IU Health covets big prize, but neurosurgery practice clings to independence
Indiana University Health Physicians is setting its sights on one of the state’s last independent specialty holdouts, the neurosurgical Goodman Campbell Brain and Spine.
Indiana University Health Physicians is setting its sights on one of the state’s last independent specialty holdouts, the neurosurgical Goodman Campbell Brain and Spine.
Jim Litten started with F.C. Tucker in 1972, and today he leads the state's largest independent real estate firm, with 40 offices, 1,500 agents and 400 employees.
Seema Verma, administrator for the Centers for Medicare and Medicaid Services and former health consultant to Mitch Daniels and Mike Pence, visited Indianapolis on Monday to drum up excitement for the program, which now covers about 20 million Americans.
The West Lafayette biotech firm’s stock traded as low as $1.41 last fall, following multiple setbacks and restructurings. But the stock had soared to $24 Thursday morning after news that it would be acquired by Novartis.
The deal represents a huge breakthrough for tiny Endocyte, which has about 90 employees in Indiana but has not yet launched a single product.
The standalone, two-story facility is expected to offer a wide array of inpatient and outpatient services, including addiction treatment, counseling and psychiatric intensive care.
The researchers looked to the oceans to see how they could develop surgical materials from sea creatures such as mussels, barnacles and oysters, which can bond to wet rocks with protein-based adhesives.
State regulators approved a 30 percent increase from Citizens in 2016. The utility now says it needs to raise rates to continue funding its massive DigIndy tunnel system project.
The Indiana Seed Fund III is an early-stage fund focused on developing startups in life sciences, health IT and agricultural biosciences.
The state of New York is blaming 49 industrial sites in Indiana—and hundreds of other sites across the Midwest—for causing it to miss ozone air-pollution requirements.
The physicians’ group claims the Connersville health system misled it on patient volumes and has refused to adjust a subsidy to make up the difference.
A study published in the journal Health Affairs outlines how Eskenazi Health saved money by providing nutrition advice, social work counseling and other non-medical services to cut hospitalizations and ER visits.
The IU School of Medicine said the grant, its largest-ever National Institutes of Health award, will fund a five-year study of a form of Alzheimer’s disease that affects young people.
Indiana hospitals are racking up millions of dollars in penalties for having too many patients return for care within a month of discharge.
The company, which employs more than 3,000 on the northeast side, has been struggling on the diabetes side of its business. To bounce back, it is investing heavily in diagnostics, and is working to commercialize several products it hopes will be game-changers.
The Johnson County liberal arts college is leasing space from Johnson Memorial Health about three miles away from campus to house a new graduate health science center.
Visits to emergency rooms in Indiana for drug overdoses are falling, and doctors are writing fewer prescriptions for opioid painkillers, Jim McClelland said Friday.
The Indianapolis health system said it has not yet decided how to develop the site, but wants to keep its options open. It dropped plans four months ago to rezone the land after neighbors objected.
Indiana University Health isn’t shy about telling the world how it stacks up in U.S. News & World Report’s “Best Hospital” annual rankings.
The Indianapolis-based health system said it is in discussions with officials from Frankfort and Clinton County to build a new hospital to replace a 25-bed facility that is more than 60 years old.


What to do: The job is to find each line of the records below that includes the word "Output" and copy it.

The input START

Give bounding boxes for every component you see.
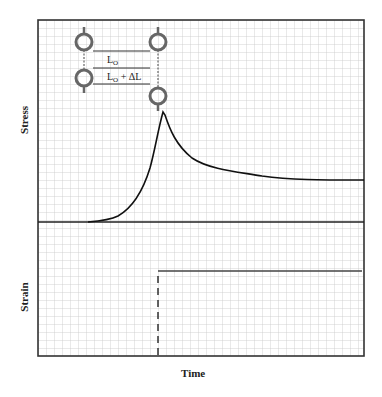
y-axis-label-strain: Strain (18, 277, 30, 317)
label-rest-length: LO (107, 54, 118, 67)
y-axis-label-stress: Stress (18, 100, 30, 140)
label-stretched-length: LO + ΔL (107, 71, 141, 84)
stress-strain-figure (0, 0, 382, 397)
x-axis-label-time: Time (181, 367, 205, 379)
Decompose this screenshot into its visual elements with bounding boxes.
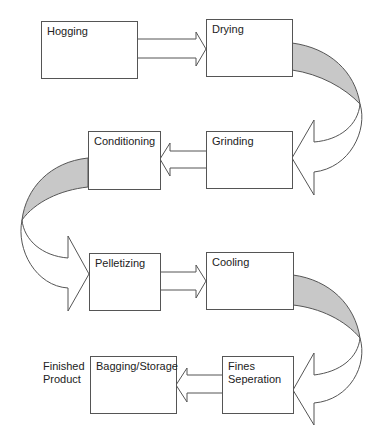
curve-shade-conditioning (22, 158, 88, 220)
finished-product-label: Finished Product (43, 360, 85, 386)
curve-shade-drying (292, 43, 360, 104)
step-pelletizing: Pelletizing (89, 253, 161, 311)
finished-product-line1: Finished (43, 360, 85, 373)
step-label-line1: Fines (228, 360, 293, 373)
arrow-grinding-to-conditioning (160, 143, 206, 176)
step-label-line2: Seperation (228, 373, 293, 386)
step-fines-separation: Fines Seperation (222, 356, 294, 414)
curve-arrow-conditioning-to-pelletizing (21, 220, 89, 311)
arrow-fines-to-bagging (176, 368, 222, 402)
step-conditioning: Conditioning (88, 131, 161, 190)
step-bagging-storage: Bagging/Storage (90, 356, 177, 414)
step-cooling: Cooling (206, 252, 294, 310)
step-label: Bagging/Storage (96, 360, 178, 372)
arrow-pelletizing-to-cooling (160, 265, 206, 298)
step-label: Pelletizing (95, 257, 145, 269)
step-grinding: Grinding (206, 131, 293, 189)
curve-shade-cooling (293, 275, 360, 338)
finished-product-line2: Product (43, 373, 85, 386)
step-label: Grinding (212, 135, 254, 147)
step-drying: Drying (206, 19, 293, 77)
step-label: Cooling (212, 256, 249, 268)
step-hogging: Hogging (41, 21, 138, 79)
curve-arrow-cooling-to-fines (293, 338, 362, 425)
step-label: Hogging (47, 25, 88, 37)
curve-arrow-drying-to-grinding (292, 104, 362, 195)
step-label: Conditioning (94, 135, 155, 147)
step-label: Drying (212, 23, 244, 35)
arrow-hogging-to-drying (137, 32, 206, 66)
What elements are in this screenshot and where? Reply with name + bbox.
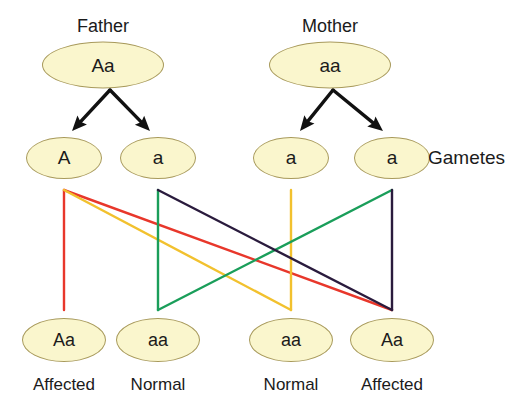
inheritance-diagram: FatherAaMotheraaAaaaGametesAaAffectedaaN…: [0, 0, 524, 404]
mother-gamete-a-2: a: [354, 137, 430, 179]
offspring-3-node: aa: [249, 318, 333, 362]
offspring-1-node: Aa: [22, 318, 106, 362]
offspring-3-phenotype: Normal: [264, 375, 319, 395]
mother-node: aa: [269, 42, 391, 89]
father-meiosis-arrows-left: [72, 90, 110, 131]
offspring-2-node: aa: [116, 318, 200, 362]
father-gamete-A: A: [26, 137, 102, 179]
offspring-4-node: Aa: [350, 318, 434, 362]
offspring-4-phenotype: Affected: [361, 375, 423, 395]
father-meiosis-arrows-right: [110, 90, 150, 131]
mother-meiosis-arrows-right: [333, 90, 383, 131]
mother-title: Mother: [302, 16, 358, 37]
mother-gamete-a-1: a: [253, 137, 329, 179]
offspring-2-phenotype: Normal: [131, 375, 186, 395]
mother-meiosis-arrows-left: [300, 90, 333, 131]
father-title: Father: [77, 16, 129, 37]
father-node: Aa: [42, 42, 164, 89]
father-gamete-a: a: [120, 137, 196, 179]
gametes-row-label: Gametes: [428, 147, 505, 169]
offspring-1-phenotype: Affected: [33, 375, 95, 395]
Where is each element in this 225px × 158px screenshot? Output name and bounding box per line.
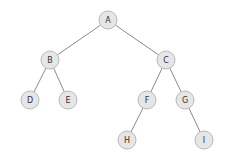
- node-label: E: [65, 96, 70, 105]
- edge-a-c: [115, 25, 158, 55]
- tree-node-d: D: [21, 91, 39, 109]
- edges: [34, 25, 200, 132]
- tree-node-c: C: [157, 51, 175, 69]
- tree-node-e: E: [59, 91, 77, 109]
- tree-node-b: B: [41, 51, 59, 69]
- edge-f-h: [131, 108, 143, 132]
- tree-node-g: G: [176, 91, 194, 109]
- edge-b-d: [34, 68, 46, 92]
- node-label: G: [182, 96, 188, 105]
- edge-c-g: [170, 68, 181, 92]
- tree-node-h: H: [118, 131, 136, 149]
- edge-b-e: [54, 68, 65, 92]
- edge-g-i: [189, 108, 200, 132]
- tree-node-a: A: [99, 11, 117, 29]
- node-label: B: [47, 56, 53, 65]
- edge-c-f: [151, 68, 162, 92]
- node-label: H: [124, 136, 130, 145]
- node-label: D: [27, 96, 33, 105]
- tree-node-f: F: [138, 91, 156, 109]
- edge-a-b: [57, 25, 100, 55]
- tree-diagram: ABCDEFGHI: [0, 0, 225, 158]
- node-label: A: [105, 16, 111, 25]
- tree-node-i: I: [195, 131, 213, 149]
- node-label: F: [145, 96, 150, 105]
- nodes: ABCDEFGHI: [21, 11, 213, 149]
- node-label: C: [163, 56, 169, 65]
- node-label: I: [203, 136, 205, 145]
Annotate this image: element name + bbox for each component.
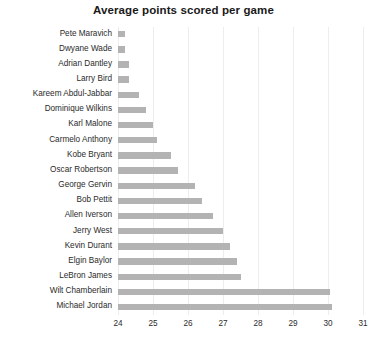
y-axis-tick-label: Michael Jordan [0, 301, 112, 310]
bar [118, 304, 332, 310]
bar [118, 92, 139, 98]
bar-row [118, 133, 363, 147]
bar-row [118, 148, 363, 162]
x-axis-tick-label: 26 [174, 319, 202, 328]
bar-row [118, 194, 363, 208]
y-axis-tick-label: Kevin Durant [0, 241, 112, 250]
bar-row [118, 42, 363, 56]
bar [118, 183, 195, 189]
bar-row [118, 88, 363, 102]
x-axis-tick-label: 30 [314, 319, 342, 328]
bar-row [118, 209, 363, 223]
bar [118, 198, 202, 204]
bar-row [118, 270, 363, 284]
x-axis-tick-label: 29 [279, 319, 307, 328]
y-axis-tick-label: George Gervin [0, 180, 112, 189]
x-axis-tick-label: 25 [139, 319, 167, 328]
x-axis-tick-label: 28 [244, 319, 272, 328]
y-axis-tick-label: Oscar Robertson [0, 165, 112, 174]
y-axis-tick-label: Kobe Bryant [0, 150, 112, 159]
bar [118, 228, 223, 234]
y-axis-tick-label: Adrian Dantley [0, 59, 112, 68]
bar [118, 243, 230, 249]
bar [118, 122, 153, 128]
y-axis-tick-label: Carmelo Anthony [0, 135, 112, 144]
bar-row [118, 72, 363, 86]
bar-row [118, 118, 363, 132]
gridline [363, 27, 364, 315]
bar-row [118, 300, 363, 314]
bar-row [118, 163, 363, 177]
bar [118, 46, 125, 52]
bar [118, 152, 171, 158]
bar [118, 274, 241, 280]
x-axis-tick-label: 24 [104, 319, 132, 328]
bar [118, 107, 146, 113]
bar-row [118, 239, 363, 253]
y-axis-tick-label: Jerry West [0, 226, 112, 235]
y-axis-tick-label: LeBron James [0, 271, 112, 280]
bar-row [118, 103, 363, 117]
bar [118, 31, 125, 37]
y-axis-tick-label: Wilt Chamberlain [0, 286, 112, 295]
bar [118, 289, 330, 295]
y-axis-tick-label: Pete Maravich [0, 29, 112, 38]
y-axis-tick-label: Karl Malone [0, 119, 112, 128]
y-axis-tick-label: Larry Bird [0, 74, 112, 83]
y-axis-tick-label: Dwyane Wade [0, 44, 112, 53]
y-axis-tick-label: Allen Iverson [0, 210, 112, 219]
bar [118, 137, 157, 143]
x-axis-tick-label: 27 [209, 319, 237, 328]
bar [118, 61, 129, 67]
bar-row [118, 254, 363, 268]
bar-row [118, 179, 363, 193]
bar [118, 258, 237, 264]
y-axis-tick-label: Kareem Abdul-Jabbar [0, 89, 112, 98]
plot-area [118, 27, 363, 315]
bar-row [118, 285, 363, 299]
chart-title: Average points scored per game [0, 4, 367, 16]
bar [118, 76, 129, 82]
bar-row [118, 57, 363, 71]
x-axis-tick-label: 31 [349, 319, 372, 328]
bar [118, 213, 213, 219]
bar [118, 167, 178, 173]
bar-row [118, 27, 363, 41]
y-axis-tick-label: Bob Pettit [0, 195, 112, 204]
y-axis-tick-label: Elgin Baylor [0, 256, 112, 265]
bar-row [118, 224, 363, 238]
y-axis-tick-label: Dominique Wilkins [0, 104, 112, 113]
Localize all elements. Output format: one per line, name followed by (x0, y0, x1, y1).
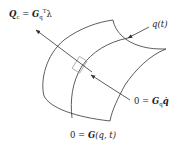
constraint-force-arrow (36, 30, 92, 72)
trajectory-pointer-arrow (128, 27, 149, 38)
qdot-symbol: q̇ (163, 96, 169, 106)
position-constraint-label: 0 = G(q, t) (70, 131, 116, 140)
args-text: (q, t) (95, 130, 116, 140)
trajectory-label: q(t) (152, 20, 168, 29)
trajectory-curve (71, 38, 128, 118)
velocity-constraint-label: 0 = Gqq̇ (134, 97, 169, 108)
velocity-arrow (91, 75, 130, 100)
trajectory-text: q(t) (152, 19, 168, 29)
equals-sign: = (20, 9, 33, 19)
constraint-force-label: Qc = GqTλ (9, 9, 52, 21)
lambda-symbol: λ (47, 9, 52, 19)
zero-equals: 0 = (70, 130, 88, 140)
zero-equals: 0 = (134, 96, 152, 106)
q-subscript: q (39, 14, 43, 20)
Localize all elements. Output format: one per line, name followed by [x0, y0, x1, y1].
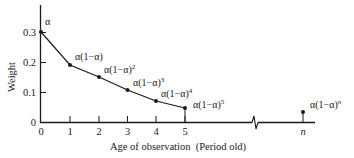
data-point-3: [126, 88, 130, 92]
point-label-1: α(1−α): [75, 51, 103, 63]
x-ticks: [70, 116, 185, 122]
svg-text:4: 4: [153, 126, 159, 137]
chart: 0 0.1 0.2 0.3 0 1 2 3 4 5 n Age of obser…: [0, 0, 354, 158]
point-label-3: α(1−α)3: [133, 76, 165, 89]
svg-text:n: n: [300, 126, 305, 137]
svg-text:1: 1: [67, 126, 72, 137]
data-point-5: [183, 106, 187, 110]
y-tick-labels: 0 0.1 0.2 0.3: [23, 27, 36, 128]
point-label-0: α: [45, 16, 51, 27]
point-label-5: α(1−α)5: [193, 98, 225, 111]
data-point-n: [301, 110, 305, 114]
x-axis-title: Age of observation (Period old): [110, 141, 247, 153]
svg-text:0: 0: [31, 117, 36, 128]
svg-text:3: 3: [125, 126, 130, 137]
point-label-4: α(1−α)4: [161, 87, 193, 100]
svg-text:0.1: 0.1: [23, 87, 36, 98]
svg-text:5: 5: [182, 126, 187, 137]
point-labels: α α(1−α) α(1−α)2 α(1−α)3 α(1−α)4 α(1−α)5…: [45, 16, 342, 111]
point-label-n: α(1−α)n: [310, 98, 342, 111]
svg-text:0.2: 0.2: [23, 57, 36, 68]
data-point-1: [68, 63, 72, 67]
x-tick-labels: 0 1 2 3 4 5 n: [38, 126, 305, 137]
data-point-4: [154, 99, 158, 103]
svg-text:2: 2: [96, 126, 101, 137]
data-point-0: [39, 30, 43, 34]
data-points: [39, 30, 305, 114]
data-point-2: [97, 75, 101, 79]
svg-text:0: 0: [38, 126, 43, 137]
axis-break-icon: [252, 116, 258, 129]
point-label-2: α(1−α)2: [104, 63, 136, 76]
svg-text:0.3: 0.3: [23, 27, 36, 38]
y-axis-title: Weight: [6, 62, 17, 92]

The input END

Result:
Where is each element in this 225px × 158px screenshot? Output name and bounding box per line.
Localize all elements. Output format: one per line, name followed by (x0, y0, x1, y1).
Localize all elements. Output format: one per line, name followed by [x0, y0, x1, y1].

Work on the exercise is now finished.